Thoughts on Bo: A Clash of Deities

Early in the portion of Bo, Moses and Aaron stand before Pharaoh and threaten him with a plague of locusts of a magnitude such as Egypt has never seen before. As Moses and Aaron exit, Pharaoh’s subjects ask their king to reconsider and allow the Israelite men to leave and worship their God, saying, “Do you not yet know that Egypt is lost?”

Moses and Aaron are recalled, and Pharaoh says, “Go and worship YHVH your God.” But when Pharaoh then asks who will be going, Moses answers, “With our young and our old we will go; with our sons and our daughters, with our sheep and our cattle we will go, for it is YHVH’s pilgrimage festival for us.” And to this statement, Pharaoh replies with apparent sarcastm (Exodus 10:10): “Then may YHVH be with you, just as I will send you forth with your children; see that Ra’a (evil) is before your faces!”

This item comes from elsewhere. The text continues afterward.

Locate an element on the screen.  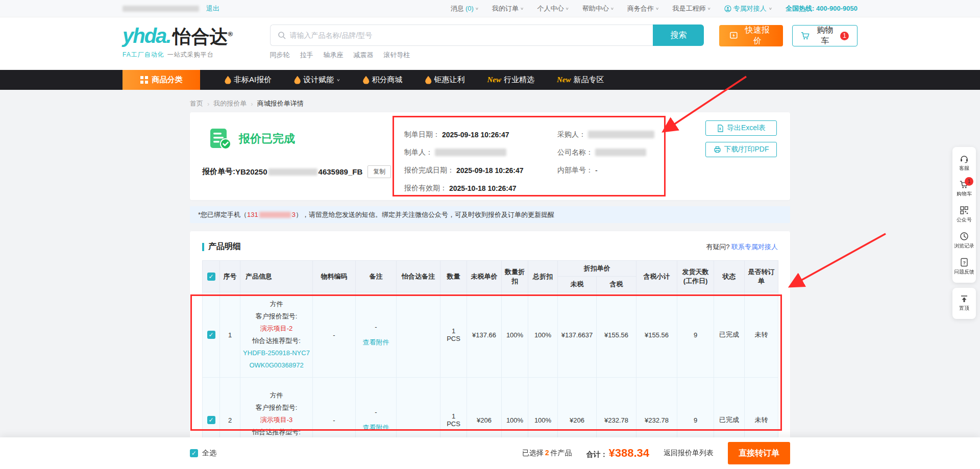
agent-link: 专属对接人 ∨ is located at coordinates (748, 9).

What is the meaning of this cryptic reply? Specifically, what is this Ra’a that Pharaoh says will confront the Israelites. The commentators and translators all struggle with Pharaoh’s intention. According to the Aramaic translation of Onkelos (as interpreted by Ramban), Pharaoh’s meaning was that the evil action that the Israelites were about to undertake would return to strike them. Rashi says he agrees with Onkelos’s interpretation, but then offers an alternative explanation from the Midrash: Ra’a in verse 10:10 should not be taken simply to mean “evil”; rather, says Rashi, Ra’a is the name of a star, and that star is an omen of blood and death that, Pharaoh claims, will work against the Israelites. Rabeinu Bachyay agrees with both of the above interpretations and adds that the heavenly body called Ra’a is actually the red planet Mars. And Sforno, who generally seeks the most straightforward explanation consistent with the language of the Torah text, interprets Pharaoh’s reply to mean, “You are headed for evil consequences.”

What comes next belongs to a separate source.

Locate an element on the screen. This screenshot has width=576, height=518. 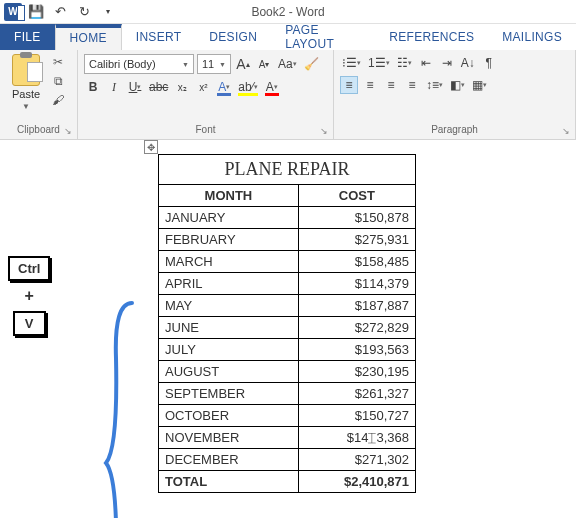
title-bar: W 💾 ↶ ↻ ▾ Book2 - Word is located at coordinates (288, 12).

To me, none of these explanations is fully satisfying, and I want to propose a different interpretation. None of the traditional commentaries look at Pharaoh’s statement from Pharaoh’s point of view, in the context of Egyptian culture. This is Pharaoh speaking – Pharaoh, king of Egypt, regarded among his people as a god on earth, who claims his father to be the sun god Ra. And thus, the word Ra’a in verse 10:10 may not be the Hebrew word for evil, but rather a transliteration of the name of the Egyptian sun god; and Pharaoh’s reply may therefore be viewed as a challenge to the Israelites, pitting his deity against ours: “Then may YHVH be with you, just as I will send you forth with your children; see that Ra [my god] opposes you!” In other words, let your God be with you, and we shall see how much good that does when my god opposes you.